LABOUR is calling for the Government to disclose all the data it has on asbestos in schools after a major Sunday Times report suggested 20,000 still contain the potentially deadly material.
Shadow Education Secretary Bridget Phillipson told GB News: “I’ve been saying for months that the Government needs to publish the full data associated with all of this, because at the moment parents just don’t have a full understanding of what’s going on.
“The Government should come clean about the scale of the challenge in terms of what we’re facing in our schools. We haven’t had a decent school rebuilding programme since Labour was last in government and that means there is an ongoing backlog of work.
“Frankly, sometimes where money is being spent – we can’t be confident it’s being spent in the areas of the greatest need because the Government won’t tell us what they are and where they are.”
In a discussion during Breakfast with Stephen Dixon and Anne Diamond, she continued: “I mean the scale of the challenge that we see right across education is tremendous.
“That’s because for the last 30 years we haven’t had a government that’s been focused on education both in terms of driving up standards and also making sure that you should go to school in really world class facilities.
“I do believe it’s simple, that we raise the status and standing of teaching once more, that’s why I’m setting out Labour’s plans around incentive payments for new teachers when they’ve completed their two years of training.
“The last Labour government had a building schools for the future programme that transformed schools right across our country, we haven’t had anything similar from the government in recent years.”
She said Labour would also introduce a £2,400 incentive payment for new teachers: “For early career teachers, for our new teachers, when they’ve completed their early career framework, when they finish those two years, they will then receive a retention payment.
“We will make sure that children get really great outcomes and get a great start in life in school through high quality teaching and right now, at the moment, we face a recruitment and retention crisis across the profession. People are leaving teaching in their droves.”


Exercise brief. Examine each line in the records below for the word "will". Report how many lines contain it, and nothing else.

The data.
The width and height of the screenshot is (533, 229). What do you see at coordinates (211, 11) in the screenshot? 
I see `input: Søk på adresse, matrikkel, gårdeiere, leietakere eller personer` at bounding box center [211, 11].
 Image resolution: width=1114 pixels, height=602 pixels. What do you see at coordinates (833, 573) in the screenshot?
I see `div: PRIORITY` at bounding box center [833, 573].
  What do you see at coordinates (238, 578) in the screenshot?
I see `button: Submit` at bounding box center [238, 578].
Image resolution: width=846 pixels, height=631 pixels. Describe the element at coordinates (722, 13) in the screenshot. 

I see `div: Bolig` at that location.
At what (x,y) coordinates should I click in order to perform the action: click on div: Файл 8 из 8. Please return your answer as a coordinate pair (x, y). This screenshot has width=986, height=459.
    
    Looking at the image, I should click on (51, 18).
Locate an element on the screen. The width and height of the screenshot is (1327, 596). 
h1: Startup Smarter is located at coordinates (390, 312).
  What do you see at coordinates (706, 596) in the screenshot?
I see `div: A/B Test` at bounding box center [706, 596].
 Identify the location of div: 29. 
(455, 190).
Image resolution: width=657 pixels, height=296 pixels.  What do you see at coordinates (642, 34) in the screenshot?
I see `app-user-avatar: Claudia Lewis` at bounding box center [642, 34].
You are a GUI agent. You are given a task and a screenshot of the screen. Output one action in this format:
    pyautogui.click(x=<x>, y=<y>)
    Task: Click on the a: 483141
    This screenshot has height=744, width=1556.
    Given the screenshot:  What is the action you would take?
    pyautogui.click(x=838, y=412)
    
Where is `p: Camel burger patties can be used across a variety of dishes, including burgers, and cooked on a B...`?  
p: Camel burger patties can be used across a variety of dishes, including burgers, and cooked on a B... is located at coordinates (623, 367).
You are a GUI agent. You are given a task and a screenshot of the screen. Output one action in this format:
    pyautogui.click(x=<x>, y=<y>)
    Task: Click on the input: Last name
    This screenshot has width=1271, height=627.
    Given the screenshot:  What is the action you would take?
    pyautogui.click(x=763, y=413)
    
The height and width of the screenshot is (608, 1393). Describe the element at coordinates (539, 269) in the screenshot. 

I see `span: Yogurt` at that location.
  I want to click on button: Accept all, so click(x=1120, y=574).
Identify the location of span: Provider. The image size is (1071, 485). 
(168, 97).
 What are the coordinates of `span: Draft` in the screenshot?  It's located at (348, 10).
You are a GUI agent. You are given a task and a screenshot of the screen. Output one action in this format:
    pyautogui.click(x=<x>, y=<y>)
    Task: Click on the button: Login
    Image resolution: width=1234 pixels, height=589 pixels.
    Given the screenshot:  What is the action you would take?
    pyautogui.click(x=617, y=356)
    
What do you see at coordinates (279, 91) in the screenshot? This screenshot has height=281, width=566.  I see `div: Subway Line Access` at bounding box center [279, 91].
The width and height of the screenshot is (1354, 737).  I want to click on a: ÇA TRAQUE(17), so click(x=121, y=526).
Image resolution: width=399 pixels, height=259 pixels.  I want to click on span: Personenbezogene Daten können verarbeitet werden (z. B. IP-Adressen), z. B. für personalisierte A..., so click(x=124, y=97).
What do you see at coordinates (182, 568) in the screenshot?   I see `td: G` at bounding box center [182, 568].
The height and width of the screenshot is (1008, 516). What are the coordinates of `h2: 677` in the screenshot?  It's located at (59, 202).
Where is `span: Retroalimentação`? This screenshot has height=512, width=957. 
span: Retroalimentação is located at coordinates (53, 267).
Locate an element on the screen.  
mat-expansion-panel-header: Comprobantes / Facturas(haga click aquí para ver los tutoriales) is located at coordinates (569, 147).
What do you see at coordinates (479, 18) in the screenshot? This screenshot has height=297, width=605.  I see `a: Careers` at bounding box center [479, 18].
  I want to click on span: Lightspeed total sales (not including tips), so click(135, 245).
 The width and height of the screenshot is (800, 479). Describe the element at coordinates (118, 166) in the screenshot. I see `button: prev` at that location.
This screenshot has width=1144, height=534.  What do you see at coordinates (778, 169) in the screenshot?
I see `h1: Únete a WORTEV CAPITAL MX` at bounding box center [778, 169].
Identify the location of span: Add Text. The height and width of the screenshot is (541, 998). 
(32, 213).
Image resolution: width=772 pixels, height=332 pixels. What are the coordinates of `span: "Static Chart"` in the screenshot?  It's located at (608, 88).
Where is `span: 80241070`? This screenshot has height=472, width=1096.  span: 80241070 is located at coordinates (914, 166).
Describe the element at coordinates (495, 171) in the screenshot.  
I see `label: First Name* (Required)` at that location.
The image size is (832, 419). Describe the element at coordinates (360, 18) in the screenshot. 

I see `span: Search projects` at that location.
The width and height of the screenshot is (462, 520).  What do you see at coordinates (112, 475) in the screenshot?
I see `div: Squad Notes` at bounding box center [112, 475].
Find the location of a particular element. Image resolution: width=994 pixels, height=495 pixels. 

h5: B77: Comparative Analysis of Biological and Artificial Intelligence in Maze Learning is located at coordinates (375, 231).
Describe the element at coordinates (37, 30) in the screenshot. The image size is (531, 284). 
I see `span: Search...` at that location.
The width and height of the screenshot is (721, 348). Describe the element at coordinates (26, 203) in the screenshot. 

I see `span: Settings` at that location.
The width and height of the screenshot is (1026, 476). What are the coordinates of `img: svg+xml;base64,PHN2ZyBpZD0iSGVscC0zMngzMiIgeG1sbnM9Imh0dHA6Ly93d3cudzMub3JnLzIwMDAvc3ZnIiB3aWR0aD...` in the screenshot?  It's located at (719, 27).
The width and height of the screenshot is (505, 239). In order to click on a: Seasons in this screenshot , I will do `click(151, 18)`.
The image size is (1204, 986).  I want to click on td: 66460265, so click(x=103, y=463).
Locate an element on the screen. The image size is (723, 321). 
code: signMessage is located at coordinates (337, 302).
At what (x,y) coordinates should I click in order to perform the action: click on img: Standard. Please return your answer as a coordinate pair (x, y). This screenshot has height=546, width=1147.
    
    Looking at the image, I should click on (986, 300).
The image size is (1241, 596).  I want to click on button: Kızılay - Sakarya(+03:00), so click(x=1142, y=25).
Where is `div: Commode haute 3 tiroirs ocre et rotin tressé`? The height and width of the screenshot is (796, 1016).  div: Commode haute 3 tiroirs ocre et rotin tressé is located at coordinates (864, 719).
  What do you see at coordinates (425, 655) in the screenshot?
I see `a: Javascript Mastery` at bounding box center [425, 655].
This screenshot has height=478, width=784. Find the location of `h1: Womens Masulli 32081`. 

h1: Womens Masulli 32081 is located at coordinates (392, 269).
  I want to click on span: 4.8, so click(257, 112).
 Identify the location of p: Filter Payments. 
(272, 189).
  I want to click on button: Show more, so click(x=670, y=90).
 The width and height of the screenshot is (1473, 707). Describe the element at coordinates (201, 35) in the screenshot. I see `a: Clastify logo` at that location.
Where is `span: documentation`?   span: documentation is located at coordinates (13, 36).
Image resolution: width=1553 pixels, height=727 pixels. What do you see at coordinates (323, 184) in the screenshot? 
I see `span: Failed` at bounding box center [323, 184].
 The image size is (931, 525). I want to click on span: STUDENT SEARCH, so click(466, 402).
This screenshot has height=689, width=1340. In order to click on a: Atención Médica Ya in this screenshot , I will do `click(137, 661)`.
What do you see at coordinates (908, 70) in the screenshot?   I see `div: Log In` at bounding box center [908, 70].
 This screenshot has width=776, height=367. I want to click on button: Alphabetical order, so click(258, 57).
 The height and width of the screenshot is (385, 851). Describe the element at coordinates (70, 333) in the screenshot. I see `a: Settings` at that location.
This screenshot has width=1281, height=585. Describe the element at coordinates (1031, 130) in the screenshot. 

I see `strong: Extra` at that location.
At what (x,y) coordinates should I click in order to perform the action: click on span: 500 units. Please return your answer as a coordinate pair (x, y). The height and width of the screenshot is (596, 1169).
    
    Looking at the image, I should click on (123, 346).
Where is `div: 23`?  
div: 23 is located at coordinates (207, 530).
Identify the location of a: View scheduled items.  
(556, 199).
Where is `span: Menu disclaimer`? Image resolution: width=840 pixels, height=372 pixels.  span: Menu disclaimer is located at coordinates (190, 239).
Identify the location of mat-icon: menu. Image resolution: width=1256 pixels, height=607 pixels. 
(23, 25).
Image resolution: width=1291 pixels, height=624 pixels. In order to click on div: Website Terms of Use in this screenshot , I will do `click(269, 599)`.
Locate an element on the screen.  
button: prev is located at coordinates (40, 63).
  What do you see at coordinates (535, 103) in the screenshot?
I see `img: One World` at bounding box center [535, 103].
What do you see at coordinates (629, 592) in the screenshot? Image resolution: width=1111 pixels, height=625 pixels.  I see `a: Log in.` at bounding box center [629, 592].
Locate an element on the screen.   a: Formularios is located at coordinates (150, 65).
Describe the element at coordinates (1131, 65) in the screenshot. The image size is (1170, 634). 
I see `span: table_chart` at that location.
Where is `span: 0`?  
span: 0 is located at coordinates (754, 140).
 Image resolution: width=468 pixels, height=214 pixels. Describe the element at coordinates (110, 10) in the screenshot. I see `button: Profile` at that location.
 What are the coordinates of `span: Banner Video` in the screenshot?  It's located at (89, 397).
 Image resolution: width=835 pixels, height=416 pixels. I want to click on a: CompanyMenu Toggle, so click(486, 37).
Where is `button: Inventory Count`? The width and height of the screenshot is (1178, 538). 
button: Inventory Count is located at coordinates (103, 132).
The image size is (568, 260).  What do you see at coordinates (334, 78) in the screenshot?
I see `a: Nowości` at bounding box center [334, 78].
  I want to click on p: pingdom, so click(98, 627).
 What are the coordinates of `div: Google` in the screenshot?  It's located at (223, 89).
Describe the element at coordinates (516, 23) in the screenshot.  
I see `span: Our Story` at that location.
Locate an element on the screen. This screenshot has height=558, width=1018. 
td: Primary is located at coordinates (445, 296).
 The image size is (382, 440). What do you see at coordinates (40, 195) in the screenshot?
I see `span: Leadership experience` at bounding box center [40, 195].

Output of the exercise. 3